Never mind what I eat…what do you eat???

Although new food books arrive at my house every day, very rarely does one stop me in my tracks.  But that’s what happened when I opened the familiar cardboard envelope and found What I Eat: Around the World in 80 Diets.  One moment I was sorting through the mail; the next I was transported on a whirlwind, National Geographic-style tour of meals all over the globe.

What I Eat

Each spread offers up a portrait in photos and a portrait in words–an American astronaut, an Indian call center operator, a Brazilian grandmother.  Spread before each–in bowls, on plates, on the ground, on a counter or table– is a day’s worth of food.  The stories are arranged by calorie count–800 for a gaunt but smiling Maasai herder; a shocking 12,300 for a dangerously overweight British stay-at-home mom.  Body mass index stats are included, so you can judge to your heart’s content.

The correlations aren’t always what you expect, though.  A 130-pound Tibetan yak herder eats 5600 calories of dried mutton and butter tea, while a weight-loss camper struggles to come in under 300 pounds on just 1700 calories a day.  It’s obvious that physical activity matters.  It’s obvious that the quality of the food matters, too, with processed foods surrounding the heavyset and whole meats, vegetables and grain surrounding the lucky lean.

And when I say “lucky,”  I don’t just mean metabolically blessed or fortunate enough to have a physically demanding job.  In this book are refugees, homeless people, a 12-year-old Bangladeshi train porter whose life on the streets will break your heart.  For these people, proper nutrition isn’t something you resolve upon on January 2nd.  It’s a matter of life and, all too often, death.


• **ACTION ITEM**
Where the data below has the string "This", return the whole line.

··········

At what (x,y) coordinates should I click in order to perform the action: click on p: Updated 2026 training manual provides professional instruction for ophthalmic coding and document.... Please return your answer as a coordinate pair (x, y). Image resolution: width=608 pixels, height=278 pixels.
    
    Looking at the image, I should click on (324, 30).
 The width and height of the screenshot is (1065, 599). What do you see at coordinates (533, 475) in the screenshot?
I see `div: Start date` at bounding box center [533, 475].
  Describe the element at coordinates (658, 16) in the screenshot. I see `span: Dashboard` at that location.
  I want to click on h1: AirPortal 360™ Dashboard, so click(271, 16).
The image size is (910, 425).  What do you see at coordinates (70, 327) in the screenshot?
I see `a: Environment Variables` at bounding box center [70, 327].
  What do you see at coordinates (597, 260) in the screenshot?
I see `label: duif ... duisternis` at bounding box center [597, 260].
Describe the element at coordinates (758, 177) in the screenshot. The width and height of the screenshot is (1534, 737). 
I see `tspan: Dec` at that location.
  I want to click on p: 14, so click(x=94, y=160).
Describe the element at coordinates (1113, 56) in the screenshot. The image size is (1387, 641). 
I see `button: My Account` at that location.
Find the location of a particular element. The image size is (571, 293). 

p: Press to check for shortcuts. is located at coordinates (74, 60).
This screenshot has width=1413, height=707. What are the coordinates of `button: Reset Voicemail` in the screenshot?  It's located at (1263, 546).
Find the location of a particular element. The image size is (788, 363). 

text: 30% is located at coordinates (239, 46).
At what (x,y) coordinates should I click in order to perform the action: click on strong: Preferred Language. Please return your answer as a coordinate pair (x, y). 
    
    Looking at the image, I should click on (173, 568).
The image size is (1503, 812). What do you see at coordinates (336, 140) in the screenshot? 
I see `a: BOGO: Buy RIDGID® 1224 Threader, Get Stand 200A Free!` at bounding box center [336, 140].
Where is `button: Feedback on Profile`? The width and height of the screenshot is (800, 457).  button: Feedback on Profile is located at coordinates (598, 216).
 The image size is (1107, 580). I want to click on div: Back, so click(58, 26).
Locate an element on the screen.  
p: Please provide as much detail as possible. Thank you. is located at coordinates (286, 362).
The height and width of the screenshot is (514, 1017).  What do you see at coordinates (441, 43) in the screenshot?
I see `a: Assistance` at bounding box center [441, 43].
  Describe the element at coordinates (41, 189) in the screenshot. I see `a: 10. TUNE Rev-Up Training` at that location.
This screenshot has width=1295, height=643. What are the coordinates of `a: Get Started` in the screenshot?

··········

• **REPLY TO THE EXERCISE**
This screenshot has width=1413, height=707. What are the coordinates of `button: Reset Voicemail` in the screenshot?  It's located at (1263, 546).
This screenshot has width=1295, height=643. What are the coordinates of `a: Get Started` in the screenshot?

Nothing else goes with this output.